Film

Carnage

Apartment therapy

Reviewed by Henry Fitzherbert · Wednesday, February 8, 2012

For Roman Polanski, apartments are the stuff of nightmares (The Tenant, Rosemary’s Baby, Repulsion) and now he’s back spooking audiences with Carnage set entirely with the confines of a New York flat.

This time, however, the director’s playing the horrors for laughs. Adapted from Yasmina Reza’s hit stage play, God Of Carnage, and featuring a plum cast including Jodie Foster and Kate Winslet, the picture strips away the polite, civilized veneer of middle-class sensibilities to reveal hypocrisy, fear, selfishness, venality and pretension beneath.

The catalyst is a playground altercation between the sons of two couples who get together to resolve the matter in the grownup and enlightened way they like to see themselves.

The incident is glimpsed from a distance during the opening credits, after which the action takes place entirely in the tasteful apartment of Penelope, a worthy writer, (Foster) and Michael (John C. Reilly) whose son was the “victim,” having lost two teeth.

They are playing host to the parents of the aggressor, mother Nancy (Winslet), a nervy investment broker, and lawyer Alan (Christoph Waltz), a vulpine workaholic who keeps breaking off for corporate crisis-talks on his Blackberry.

Can the couples sort out the mess over an espresso and bowl of Penelope’s nice apple and pear crumble? Not likely.

Co-scripted by Polanski with playwright Reza, the tight, fast-moving picture (the running time is a mere 80 minutes) rapidly exposes the fault-lines between the couples and, ultimately, between man and wife.

Restrained but loaded discussions about where the blame lies and disputes over choice of words (“my son did not ‘disfigure’ your son” snarls Alan), build into personal attacks and existential crisis (“we’re born alone and we die alone” wails Michael), fueled by alcohol as Michael cracks open a bottle of 18-year malt whisky.

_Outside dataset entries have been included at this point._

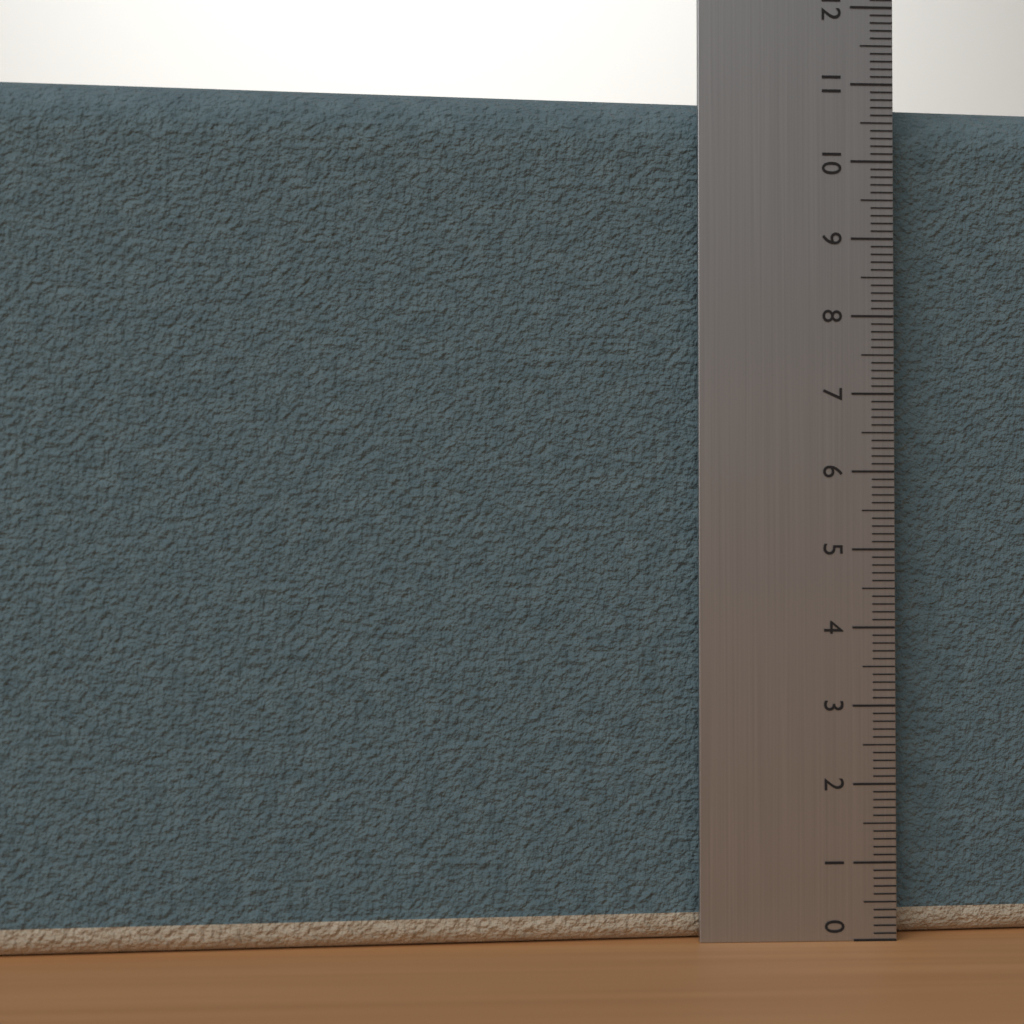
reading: 10.9 (no unit)
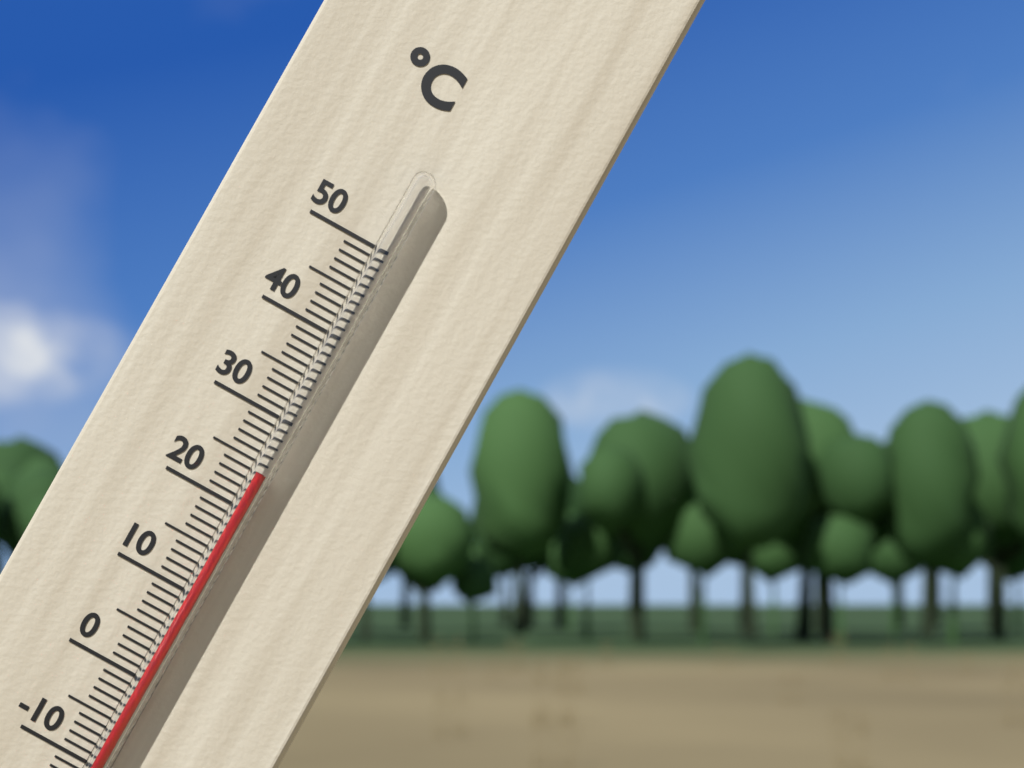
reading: 24 °C
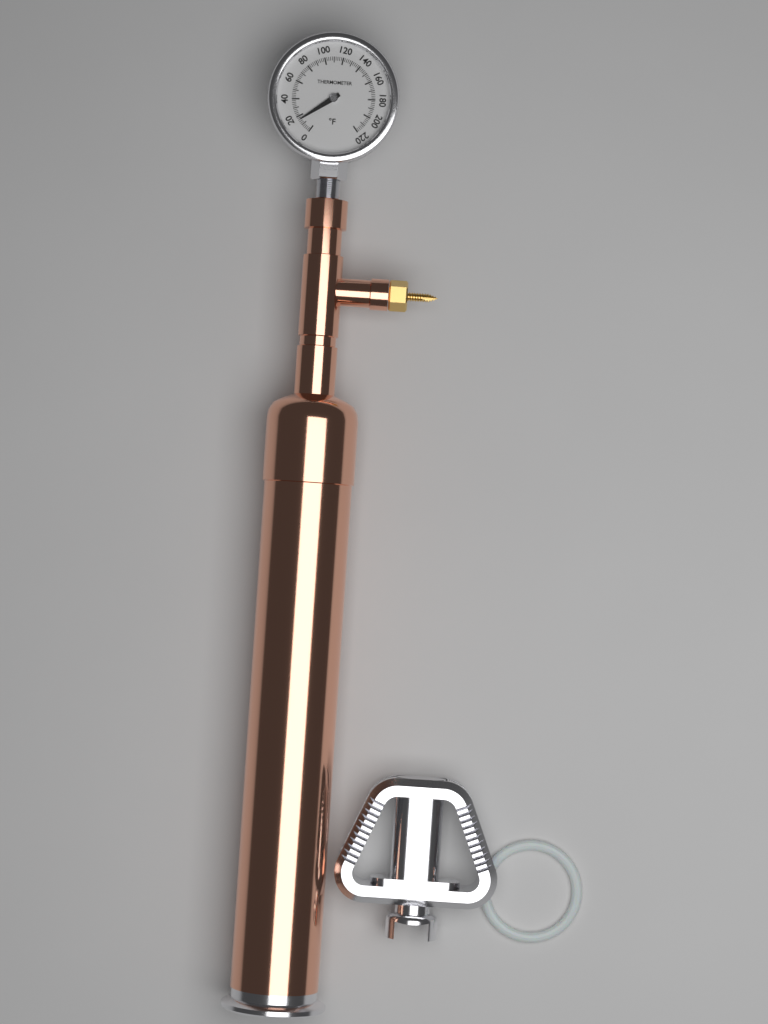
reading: 16 °F
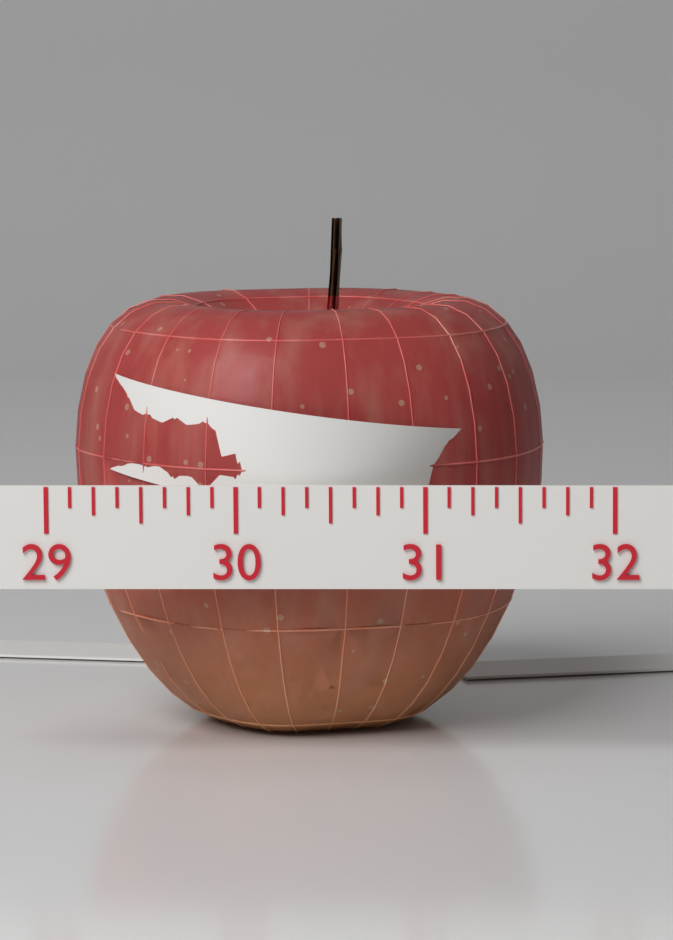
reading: 31.625 (no unit)
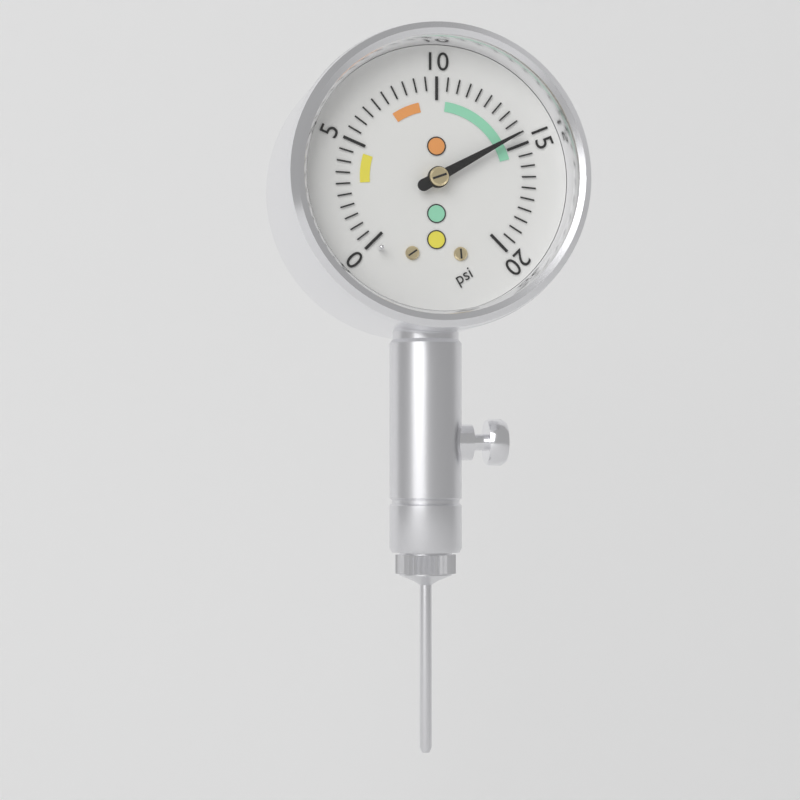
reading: 14.5 psi
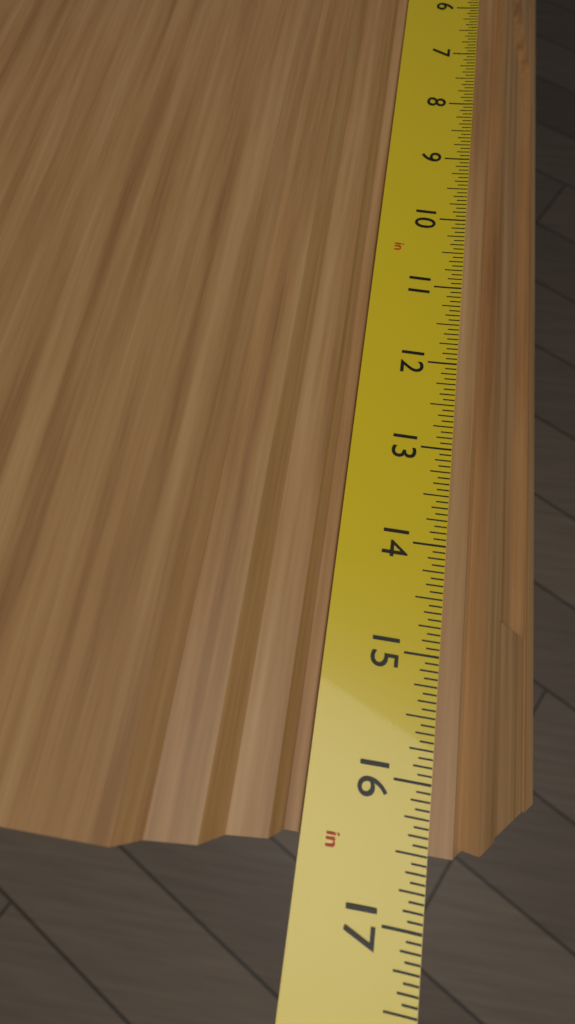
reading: 16.5000 in
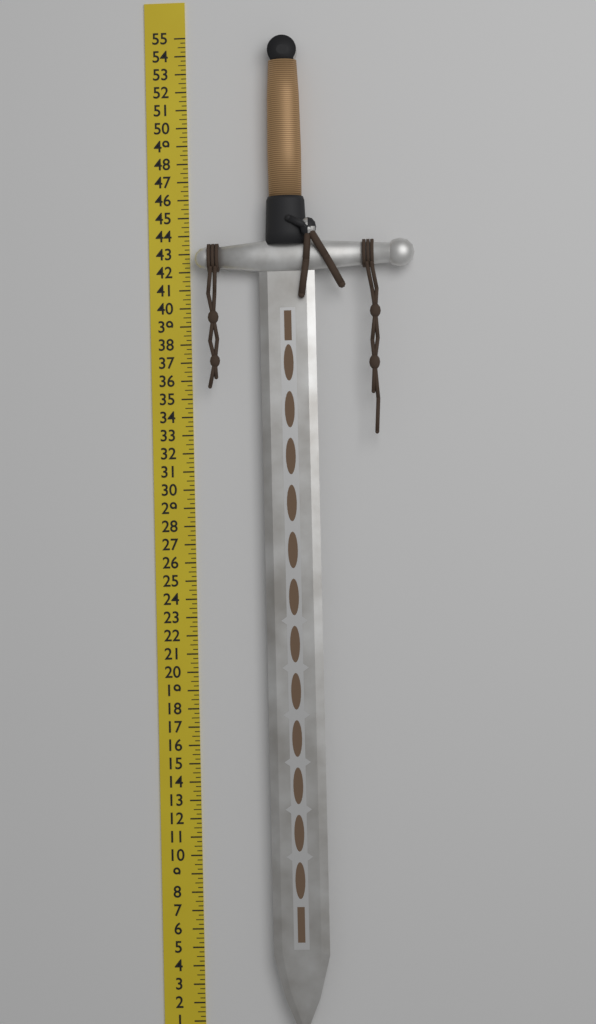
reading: 54.75 in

It is, of course, a great acting showcase and with no attempt at all made to disguise the picture’s stage origins—it’s more a filmed play than a movie—the performances are one of its principal pleasures.
Foster is particularly good value as pained, caring-sharing Penelope (“culture is such a powerful force for peace”) who grows horrified as the assumptions of her existence are stripped away, not least that husband Michael shares her values. 

A kitchen appliance salesman, amusingly played by Reilly, Michael is winningly avuncular and easygoing, seemingly the “everyman” amongst this prickly group, before revealing himself to be rather more of an aggressive, unreconstructed male. 

It’s a little hard to credit that after years of marriage his wife isn’t aware of his true nature but he’s the most entertaining of all the characters. As the Darwinian, man-is-a-selfish-beast Alan, Waltz is a little too combative from the outset but a treat to watch, while Winslet is fun but given too little to do as his neurotic wife, a bout of spectacular projectile vomiting notwithstanding.

The picture becomes funnier as the aggression picks up but, ultimately, it doesn’t have anything much surprising to say. Nevertheless, when it comes to being stuck in an apartment, Polanski still knows how to make an audience squirm.